More’s Utopia (Route 2, Directions 2-3) was a fiction showing the best society not as a normative model or a satirical paper to that existing, but as a society actually achieved in which the reader was invited to participate. This work was based on the concept of communism where the community property served a more general scheme of communal living involving the prohibition of money, common military training, common education, common habitation and dining.

In the 18th century the form of satire (Route 5) held together both negative or anti-utopian, and positive or utopian elements. It criticised, through ridicule and invective, its own times, while pointing to alternative and better ways of living. The greatest work of this kind was Swift’s Gulliver’s Travels (1726) (3.10 in your textbook) where there seemed to be distinct utopian features in Lilliput and Brobdingnag; while the society of the impeccably rational horses, the Houyhnhnms, appeared almost a formal utopia.

For most of 19th-century writers and thinkers utopia was the thing of the future, the culmination of the forces of historical evolution, prepared by the most powerful and progressive tendencies of modem times: democracy, science and socialism. The renewal of utopia stimulated also its counter-force, anti-utopia or dystopia. As utopia concentrated on the positive, so anti-utopia painted the most negative, the blackest picture possible of the present and the future to come. Just as utopia lent the persuasive techniques of the literary imagination to the cause of modern ideas of science and socialism, so anti-utopia lent the same techniques to the revolt against modernity. Like utopia, anti-utopia invented whole social orders, in all their particularity. But while the utopian order was perfect in the moral sense, the anti-utopian order was merely perfected, in the social sense. It was the dreadful perfection of some modern system or idea. And while utopian societies were ideal, in the sense of the best possible, anti-utopian society represented merely the victory or tyranny of the idea. In both cases the reader was invited to live the life of a society realised according to some principles. But in the one case the expected response to the experience was delight, in the other, horror.

In the eyes of 20th-century intellectuals industrial society seemed to have over-reached itself and was preparing its own destruction, as it is reflected in Yeats’s poems (6.12 in your textbook). America and the Soviet Union inspired the hopes and designs of utopian experiments, but they could inspire anti-utopia as well. Huxley’s Brave New World (1932) (TB 61-62) drew largely upon American practices for its picture of a benighted future world, sunk in consumerism.

Orwell’s Animal Farm (1945) and Nineteen Eighty-Four (1949) (6.19 in your textbook) were the precise and passionate expression of the writer’s bitter feelings about the failure of a socialist utopia in the Soviet Union.
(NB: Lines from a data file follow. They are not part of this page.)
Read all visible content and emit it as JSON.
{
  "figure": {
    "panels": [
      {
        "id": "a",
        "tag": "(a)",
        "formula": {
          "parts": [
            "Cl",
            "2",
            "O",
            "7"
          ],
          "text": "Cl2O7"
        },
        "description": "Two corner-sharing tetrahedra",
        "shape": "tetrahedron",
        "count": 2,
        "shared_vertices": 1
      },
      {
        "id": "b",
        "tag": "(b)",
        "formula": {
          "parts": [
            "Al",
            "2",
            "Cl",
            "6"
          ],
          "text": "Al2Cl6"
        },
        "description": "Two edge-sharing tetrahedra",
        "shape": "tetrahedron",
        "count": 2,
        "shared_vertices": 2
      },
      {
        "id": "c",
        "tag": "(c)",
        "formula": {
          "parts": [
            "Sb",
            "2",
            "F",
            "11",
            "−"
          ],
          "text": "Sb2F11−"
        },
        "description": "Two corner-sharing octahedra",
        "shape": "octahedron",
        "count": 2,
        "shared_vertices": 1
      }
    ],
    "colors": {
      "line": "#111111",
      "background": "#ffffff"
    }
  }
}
However in these novels utopia and anti-utopia flow into and out of each other in intricate patterns of affirmation mixed with bleak pessimism.

The 1950s proclaimed “the end of ideology”; in the new utopian conception science and technology played a major role to which fears about nuclear war were the persistent anti-utopian undercurrent. Horror of the present and fear of the future came to writers such as William Golding (Direction 2 - Direction 3) who, in Lord of the Flies, expressed his view of the thinness of the protective civilised layer keeping man from barbarism and the brutal annihilation of his kind.

The utopian current in the 1960s flowed largely within a tide of technological optimism. The complaint was not against technology itself, but against its abuse: its restricted and perverted uses, its employment in the service of war and repression. Especially the technology of television and hi-fi was an essential part of the counter-culture. Ray Bradbury’s Fahrenheit 451 (Direction 4 - Direction 5) is a dystopia where books are burnt by the state and literacy is going to disappear.

Kazuo Ishiguro’s novel Never Let Me Go (Direction 6 - Direction 7) is set in an alternate Britain in the late 1990s. The book is a restless creation of a dystopian world where the characters are clones created to donate organs. The novel deals with the progressive loss of hope in a world where the characters are pushed against the limits of their environment but eventually rationalise and adapt to them.